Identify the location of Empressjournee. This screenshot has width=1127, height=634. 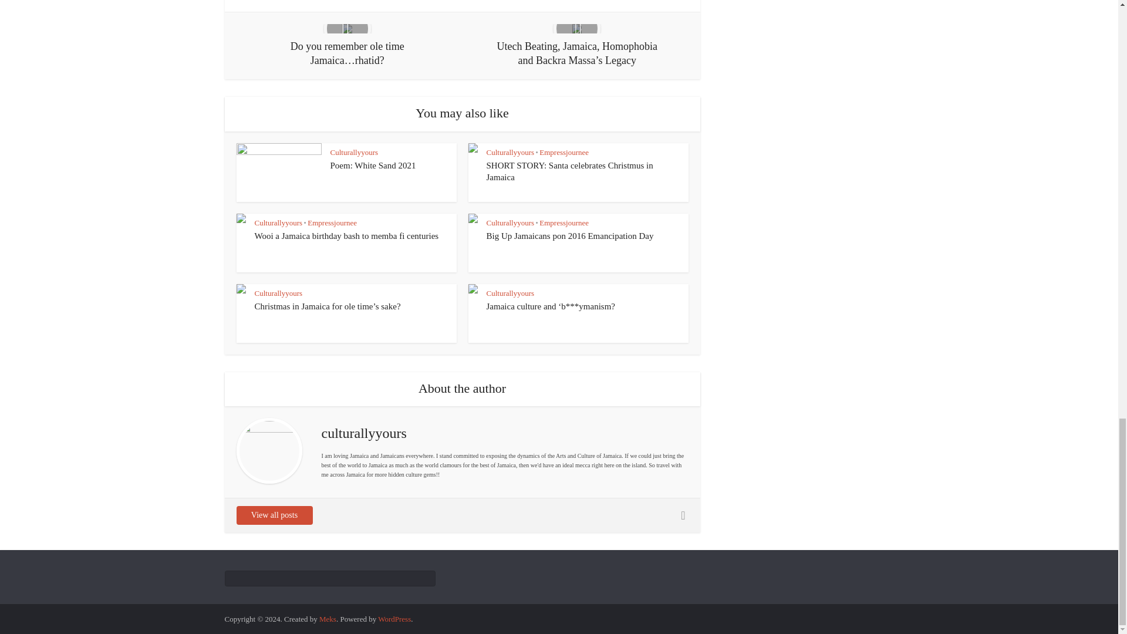
(332, 222).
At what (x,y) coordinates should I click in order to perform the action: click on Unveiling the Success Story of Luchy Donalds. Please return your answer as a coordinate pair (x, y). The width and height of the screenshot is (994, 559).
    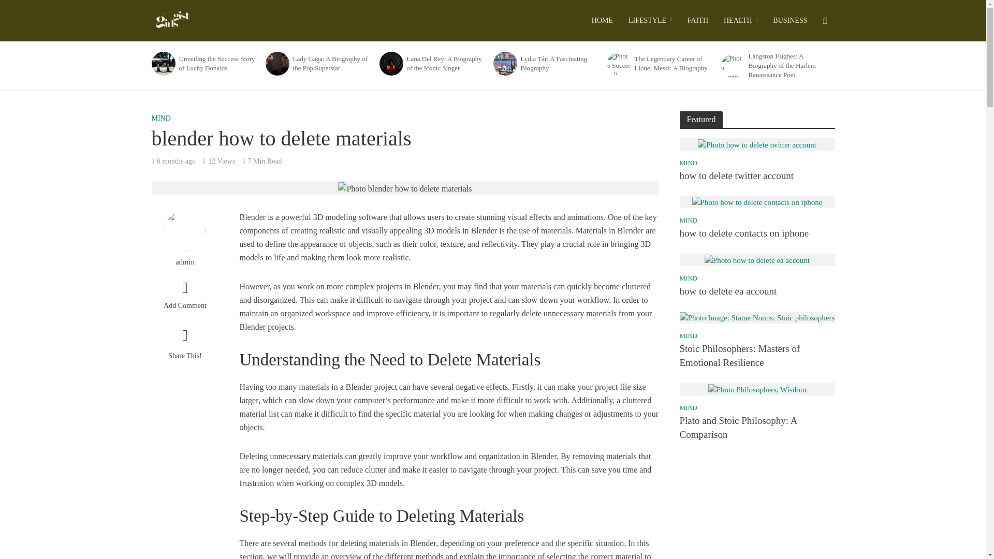
    Looking at the image, I should click on (162, 63).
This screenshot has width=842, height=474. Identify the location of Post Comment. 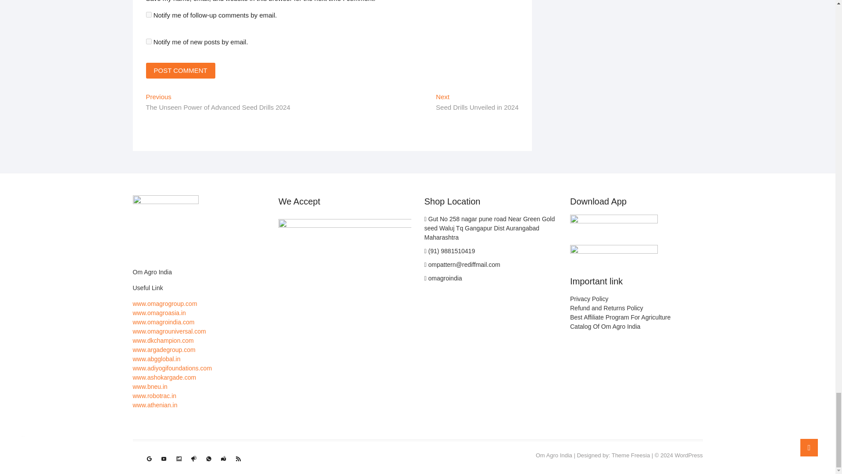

· · · · · · ·

Return, exactly as they appear, the lines from the line containing "At what (x,y)" through the end of the records above, both ends included, without pictures.

At what (x,y) coordinates should I click in order to perform the action: click on Unveiling the Success Story of Luchy Donalds. Please return your answer as a coordinate pair (x, y). The width and height of the screenshot is (994, 559).
    Looking at the image, I should click on (162, 63).
This screenshot has width=842, height=474. Identify the location of Post Comment. 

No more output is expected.